‘Tosca’ by Stuart Dybek

Portrait Stuart Dybek

Tosca by Stuart Dybek, 2012

The magic trick:

Jumping story to story, character to character

We’re talking paper lanterns this week at the SSMT blog – Paper Lantern, the recent Stuart Dybek story collection. It reminds me a little bit of listening to Phil Spector’s classic wall-of-sound production. His ’60s girl-group singles rank as just about the most exciting pop music ever made. The songs explode out of the speakers, and if it sounds like 56 pianos playing the same thing all at once, it’s because that’s probably precisely what it is. They are three-minute masterpieces. Try listening to these pocket operas consecutively, though, and you may have another reaction: exhaustion. A Phil Spector album – essentially a dozen of those manic singles played one after the other after the other – is akin to being bludgeoned in the head by a bag full of transistor radios (which, given Phil’s fate, is a fittingly violent end).

I’ve lost the plot here a bit, but the point is Stuart Dybek’s stories are similarly brilliant. They operate in an emotional and lyrical realm no other writers I know of (again, please consider my limited knowledge when you hear me make such bold statements) can get to so consistently. He replicates the mythology of memory in a way that is so true to life it almost seems otherworldly, which is probably because the truth about our memories is that they only very occasionally represent real life. Wrap your brain around the logic of that sentence, and you’ll see that I’m arguing that the stories of Stuart Dybek are in their way more lifelike than life itself. That’s really weird. And certainly impressive.

Even farther from the plot now, I will finally declare Dybek to be the Phil Spector of the literary world. His stories slam you in the face with a verbal wall of sound. They are heavily rendered and yet raw at the same time. And also like those Spector singles, their blunt perfection is wearying when digested consecutively. I’m not sure I can recommend taking this Paper Lantern collection on in one week’s time, even as the stories are unified and familial. Best to take a story in here and there over the course of a year, or maybe a lifetime.

(First rule of the SSMT blog: no revisions. It’s hard enough to read 300 stories a year, let alone toss a few paragraphs together about each one. Not to mention finding the author headshot in a Google image search. No, there’s no revisions. No editing. No looking back. That is why you just got blasted with the chaos of the last four paragraphs.)

Anyway, “Tosca” opens the collection and it’s vintage Dybek. It begins and ends with an elegant execution scene. It bounces back and forth between anecdote. Even by his own schizophrenic standards, this one is a particularly jumpy bean, flitting between memories, scenes and characters so fast it’s difficult to decide who the story wants to be about. I’m still not sure. I think it’s about art. I think it’s about pretension. I think it’s about emotional reality. I think I can’t believe I just typed the words “emotional reality.” These Dybek stories do strange things to you, man. I’m not even kidding. Let this post be evidence. It’s going to be a fun week. And that’s quite a trick on Dybek’s part.

The selection:

Ready!

Aim!

On command the firing squad aims at the man backed against a full-length mirror. The mirror once hung in a bedroom, but now it’s cracked and propped against a dumpster in an alley. The condemned man has refused the customary last cigarette but accepted as a hood the black slip that was carelessly tossed over a corner of the mirror’s frame. The slip still smells faintly of a familiar fragrance.

Through his rifle sight, each sweating, squinting soldier in the squad can see his own cracked reflection aiming back at him.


> _TASK OBJECTIVE_:
State how many lines in the records below include the word "icon". Give nothing but that number.

> _INFORMATION GIVEN_:
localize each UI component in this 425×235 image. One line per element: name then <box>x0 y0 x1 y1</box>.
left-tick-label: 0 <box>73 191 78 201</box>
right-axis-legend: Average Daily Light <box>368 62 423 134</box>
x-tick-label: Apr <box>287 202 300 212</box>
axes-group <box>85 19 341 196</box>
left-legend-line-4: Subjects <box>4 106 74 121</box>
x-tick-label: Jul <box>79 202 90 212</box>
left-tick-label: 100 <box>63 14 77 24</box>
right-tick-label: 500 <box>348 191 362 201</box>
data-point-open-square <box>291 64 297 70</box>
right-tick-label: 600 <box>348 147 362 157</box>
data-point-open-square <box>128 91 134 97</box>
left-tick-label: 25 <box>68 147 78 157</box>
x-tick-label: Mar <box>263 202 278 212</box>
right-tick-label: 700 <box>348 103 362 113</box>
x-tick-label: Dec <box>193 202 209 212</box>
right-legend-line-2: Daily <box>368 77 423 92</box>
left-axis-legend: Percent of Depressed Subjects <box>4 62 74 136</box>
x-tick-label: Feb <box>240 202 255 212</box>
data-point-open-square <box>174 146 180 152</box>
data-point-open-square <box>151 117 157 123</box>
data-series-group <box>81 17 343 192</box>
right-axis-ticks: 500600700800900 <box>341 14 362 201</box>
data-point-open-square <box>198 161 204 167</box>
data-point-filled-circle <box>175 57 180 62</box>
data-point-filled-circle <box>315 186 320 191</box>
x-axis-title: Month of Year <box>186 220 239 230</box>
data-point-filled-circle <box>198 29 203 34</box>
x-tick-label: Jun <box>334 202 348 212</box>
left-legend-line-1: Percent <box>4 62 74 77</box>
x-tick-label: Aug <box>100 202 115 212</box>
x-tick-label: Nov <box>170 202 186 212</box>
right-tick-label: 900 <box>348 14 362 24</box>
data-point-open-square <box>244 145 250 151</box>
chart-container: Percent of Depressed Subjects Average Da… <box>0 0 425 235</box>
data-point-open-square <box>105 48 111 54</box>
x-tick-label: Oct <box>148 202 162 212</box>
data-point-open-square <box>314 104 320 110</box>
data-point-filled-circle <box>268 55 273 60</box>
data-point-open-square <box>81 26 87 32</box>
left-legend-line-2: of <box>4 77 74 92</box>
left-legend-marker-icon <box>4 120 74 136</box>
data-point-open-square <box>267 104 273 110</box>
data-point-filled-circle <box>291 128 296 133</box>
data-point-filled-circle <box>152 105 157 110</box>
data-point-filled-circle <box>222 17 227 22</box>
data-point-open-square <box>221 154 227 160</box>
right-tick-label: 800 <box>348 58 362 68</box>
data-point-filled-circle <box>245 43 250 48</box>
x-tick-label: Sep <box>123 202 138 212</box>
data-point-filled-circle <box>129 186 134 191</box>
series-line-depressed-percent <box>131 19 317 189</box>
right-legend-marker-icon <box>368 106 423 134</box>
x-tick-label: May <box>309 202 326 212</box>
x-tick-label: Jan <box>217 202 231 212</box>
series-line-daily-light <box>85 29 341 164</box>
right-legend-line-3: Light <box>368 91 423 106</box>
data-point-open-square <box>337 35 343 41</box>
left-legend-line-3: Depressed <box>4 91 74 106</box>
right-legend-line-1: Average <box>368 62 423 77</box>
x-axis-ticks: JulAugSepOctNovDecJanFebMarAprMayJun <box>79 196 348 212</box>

> _ANSWER AREA_:
2